April 13, 2022 Francis Menton @ Manhattan Contrarian
As reported in my last post, even the U.S. government’s own Energy Information Administration in the Department of Energy doesn’t believe for a minute that any kind of rapid transition to “net zero” carbon emissions is about to occur in this country. Although President Biden has supposedly committed the entire federal bureaucracy to the “net zero” by 2050 transition, the EIA projects steady and even increasing fossil fuel usage in the U.S. through the entire 28 intervening years.
But surely there must be somebody taking this green energy transition thing seriously. The obvious place to look for such serious commitment would be in New York State, and most particularly New York City. Here, deadly earnest climate campaigners dominate local politics. New York State’s Climate Leadership and Community Protection Act, enacted in 2019 and effective in 2020, commits the State to the energy transition. And to prove its own bona fides, the City Council just enacted legislation at the end of 2021 banning new buildings from burning natural gas starting for smaller buildings (up to six stories) in 2024, just two years from now, and then applying to all new buildings by 2027, just five years away. Yup, natural gas is definitely on the fast train to oblivion around here.
All of which led me to be greatly curious when I heard the jackhammers going out on the street starting around 8 AM for the last several days. On closer observation, they seem to be putting in new pipelines of some sort:
So I picked out a guy who looked like the job foreman, and asked him what is going on. Sure enough, they are installing new gas mains in the neighborhood. According to the foreman, it’s a new higher-pressure natural gas system, to replace the old low pressure system. He said that the old mains were close to 100 years old.
So it’s great to know that we will shortly have a new natural gas distribution system in Greenwich Village, ready for the next hundred years or so. Do you think that they will just shut off the gas one day? I’m willing to bet that that’s not going to happen.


_TRY IT:_
Even where a line looks wrong, copy it exactly and include every entry.

_THE RECORDS:_
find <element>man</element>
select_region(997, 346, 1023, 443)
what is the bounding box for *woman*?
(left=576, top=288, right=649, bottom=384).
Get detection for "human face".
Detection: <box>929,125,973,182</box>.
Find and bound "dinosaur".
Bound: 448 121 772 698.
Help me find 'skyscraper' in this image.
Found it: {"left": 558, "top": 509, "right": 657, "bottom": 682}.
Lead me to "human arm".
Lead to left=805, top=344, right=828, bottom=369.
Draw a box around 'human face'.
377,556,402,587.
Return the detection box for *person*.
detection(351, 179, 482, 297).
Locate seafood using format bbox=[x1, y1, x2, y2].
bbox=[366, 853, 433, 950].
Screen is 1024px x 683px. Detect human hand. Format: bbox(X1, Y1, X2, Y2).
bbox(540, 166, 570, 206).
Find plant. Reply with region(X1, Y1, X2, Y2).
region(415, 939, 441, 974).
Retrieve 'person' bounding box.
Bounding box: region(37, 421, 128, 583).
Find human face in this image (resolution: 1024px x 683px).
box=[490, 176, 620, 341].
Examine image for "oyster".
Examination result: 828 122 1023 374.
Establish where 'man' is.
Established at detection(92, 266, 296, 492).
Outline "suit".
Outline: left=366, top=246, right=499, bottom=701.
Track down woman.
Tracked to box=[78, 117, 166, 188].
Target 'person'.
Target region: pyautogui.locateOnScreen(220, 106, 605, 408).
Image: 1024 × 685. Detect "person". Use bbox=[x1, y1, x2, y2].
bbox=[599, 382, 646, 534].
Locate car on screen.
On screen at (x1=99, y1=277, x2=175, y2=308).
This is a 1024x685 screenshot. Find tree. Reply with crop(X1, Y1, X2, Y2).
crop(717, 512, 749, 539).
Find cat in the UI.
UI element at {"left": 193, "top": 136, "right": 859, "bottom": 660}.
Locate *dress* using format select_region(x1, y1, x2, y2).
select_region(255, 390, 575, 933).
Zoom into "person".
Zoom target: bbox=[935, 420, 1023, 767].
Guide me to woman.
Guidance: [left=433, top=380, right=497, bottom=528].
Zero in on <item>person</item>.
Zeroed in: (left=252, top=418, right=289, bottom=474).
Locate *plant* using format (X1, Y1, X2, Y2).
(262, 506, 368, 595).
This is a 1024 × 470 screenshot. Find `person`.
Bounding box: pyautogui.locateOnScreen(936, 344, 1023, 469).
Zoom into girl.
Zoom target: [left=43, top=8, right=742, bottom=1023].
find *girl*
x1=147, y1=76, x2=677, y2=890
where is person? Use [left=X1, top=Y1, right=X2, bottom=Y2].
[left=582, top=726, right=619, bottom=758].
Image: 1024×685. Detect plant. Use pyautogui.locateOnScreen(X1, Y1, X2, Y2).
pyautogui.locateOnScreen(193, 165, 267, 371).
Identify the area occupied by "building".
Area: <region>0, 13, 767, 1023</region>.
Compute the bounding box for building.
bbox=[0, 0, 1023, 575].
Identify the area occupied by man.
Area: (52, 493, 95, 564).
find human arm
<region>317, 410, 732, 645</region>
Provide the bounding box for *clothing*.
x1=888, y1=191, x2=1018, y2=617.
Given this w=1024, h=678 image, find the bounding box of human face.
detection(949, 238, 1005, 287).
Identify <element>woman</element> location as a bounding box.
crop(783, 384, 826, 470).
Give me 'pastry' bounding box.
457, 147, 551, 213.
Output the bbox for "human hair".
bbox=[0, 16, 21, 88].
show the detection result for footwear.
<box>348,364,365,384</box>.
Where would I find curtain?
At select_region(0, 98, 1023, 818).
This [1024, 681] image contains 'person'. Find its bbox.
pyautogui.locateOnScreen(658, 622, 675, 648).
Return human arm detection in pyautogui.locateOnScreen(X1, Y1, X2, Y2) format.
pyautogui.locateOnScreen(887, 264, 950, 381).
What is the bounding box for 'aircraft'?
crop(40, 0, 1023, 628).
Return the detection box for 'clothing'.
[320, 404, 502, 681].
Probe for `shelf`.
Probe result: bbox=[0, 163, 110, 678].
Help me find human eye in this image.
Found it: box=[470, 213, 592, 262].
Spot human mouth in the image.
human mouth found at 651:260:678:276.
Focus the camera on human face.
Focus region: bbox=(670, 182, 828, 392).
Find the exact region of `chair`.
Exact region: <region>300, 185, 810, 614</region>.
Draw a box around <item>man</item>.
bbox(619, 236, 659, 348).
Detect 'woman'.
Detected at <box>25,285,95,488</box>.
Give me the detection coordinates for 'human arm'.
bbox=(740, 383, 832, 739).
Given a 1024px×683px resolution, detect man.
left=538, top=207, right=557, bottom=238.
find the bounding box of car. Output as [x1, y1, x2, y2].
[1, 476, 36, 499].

_WRITTEN REPLY:_
find <element>man</element>
select_region(997, 346, 1023, 443)
what is the bounding box for *woman*?
(left=576, top=288, right=649, bottom=384).
Get detection for "human face".
Detection: <box>929,125,973,182</box>.
Find and bound "dinosaur".
Bound: 448 121 772 698.
Help me find 'skyscraper' in this image.
Found it: {"left": 558, "top": 509, "right": 657, "bottom": 682}.
Lead me to "human arm".
Lead to left=805, top=344, right=828, bottom=369.
Draw a box around 'human face'.
377,556,402,587.
Return the detection box for *person*.
detection(351, 179, 482, 297).
Locate seafood using format bbox=[x1, y1, x2, y2].
bbox=[366, 853, 433, 950].
Screen is 1024px x 683px. Detect human hand. Format: bbox(X1, Y1, X2, Y2).
bbox(540, 166, 570, 206).
Find plant. Reply with region(X1, Y1, X2, Y2).
region(415, 939, 441, 974).
Retrieve 'person' bounding box.
Bounding box: region(37, 421, 128, 583).
Find human face in this image (resolution: 1024px x 683px).
box=[490, 176, 620, 341].
Examine image for "oyster".
Examination result: 828 122 1023 374.
Establish where 'man' is.
Established at detection(92, 266, 296, 492).
Outline "suit".
Outline: left=366, top=246, right=499, bottom=701.
Track down woman.
Tracked to box=[78, 117, 166, 188].
Target 'person'.
Target region: pyautogui.locateOnScreen(220, 106, 605, 408).
Image: 1024 × 685. Detect "person". Use bbox=[x1, y1, x2, y2].
bbox=[599, 382, 646, 534].
Locate car on screen.
On screen at (x1=99, y1=277, x2=175, y2=308).
This is a 1024x685 screenshot. Find tree. Reply with crop(X1, Y1, X2, Y2).
crop(717, 512, 749, 539).
Find cat in the UI.
UI element at {"left": 193, "top": 136, "right": 859, "bottom": 660}.
Locate *dress* using format select_region(x1, y1, x2, y2).
select_region(255, 390, 575, 933).
Zoom into "person".
Zoom target: bbox=[935, 420, 1023, 767].
Guide me to woman.
Guidance: [left=433, top=380, right=497, bottom=528].
Zero in on <item>person</item>.
Zeroed in: (left=252, top=418, right=289, bottom=474).
Locate *plant* using format (X1, Y1, X2, Y2).
(262, 506, 368, 595).
This is a 1024 × 470 screenshot. Find `person`.
Bounding box: pyautogui.locateOnScreen(936, 344, 1023, 469).
Zoom into girl.
Zoom target: [left=43, top=8, right=742, bottom=1023].
find *girl*
x1=147, y1=76, x2=677, y2=890
where is person? Use [left=X1, top=Y1, right=X2, bottom=Y2].
[left=582, top=726, right=619, bottom=758].
Image: 1024×685. Detect plant. Use pyautogui.locateOnScreen(X1, Y1, X2, Y2).
pyautogui.locateOnScreen(193, 165, 267, 371).
Identify the area occupied by "building".
Area: <region>0, 13, 767, 1023</region>.
Compute the bounding box for building.
bbox=[0, 0, 1023, 575].
Identify the area occupied by man.
Area: (52, 493, 95, 564).
find human arm
<region>317, 410, 732, 645</region>
Provide the bounding box for *clothing*.
x1=888, y1=191, x2=1018, y2=617.
Given this w=1024, h=678 image, find the bounding box of human face.
detection(949, 238, 1005, 287).
Identify <element>woman</element> location as a bounding box.
crop(783, 384, 826, 470).
Give me 'pastry' bounding box.
457, 147, 551, 213.
Output the bbox for "human hair".
bbox=[0, 16, 21, 88].
show the detection result for footwear.
<box>348,364,365,384</box>.
Where would I find curtain?
At select_region(0, 98, 1023, 818).
This [1024, 681] image contains 'person'. Find its bbox.
pyautogui.locateOnScreen(658, 622, 675, 648).
Return human arm detection in pyautogui.locateOnScreen(X1, Y1, X2, Y2) format.
pyautogui.locateOnScreen(887, 264, 950, 381).
What is the bounding box for 'aircraft'?
crop(40, 0, 1023, 628).
Return the detection box for 'clothing'.
[320, 404, 502, 681].
Probe for `shelf`.
Probe result: bbox=[0, 163, 110, 678].
Help me find human eye in this image.
Found it: box=[470, 213, 592, 262].
Spot human mouth in the image.
human mouth found at 651:260:678:276.
Focus the camera on human face.
Focus region: bbox=(670, 182, 828, 392).
Find the exact region of `chair`.
Exact region: <region>300, 185, 810, 614</region>.
Draw a box around <item>man</item>.
bbox(619, 236, 659, 348).
Detect 'woman'.
Detected at <box>25,285,95,488</box>.
Give me the detection coordinates for 'human arm'.
bbox=(740, 383, 832, 739).
Given a 1024px×683px resolution, detect man.
left=538, top=207, right=557, bottom=238.
find the bounding box of car. Output as [x1, y1, x2, y2].
[1, 476, 36, 499].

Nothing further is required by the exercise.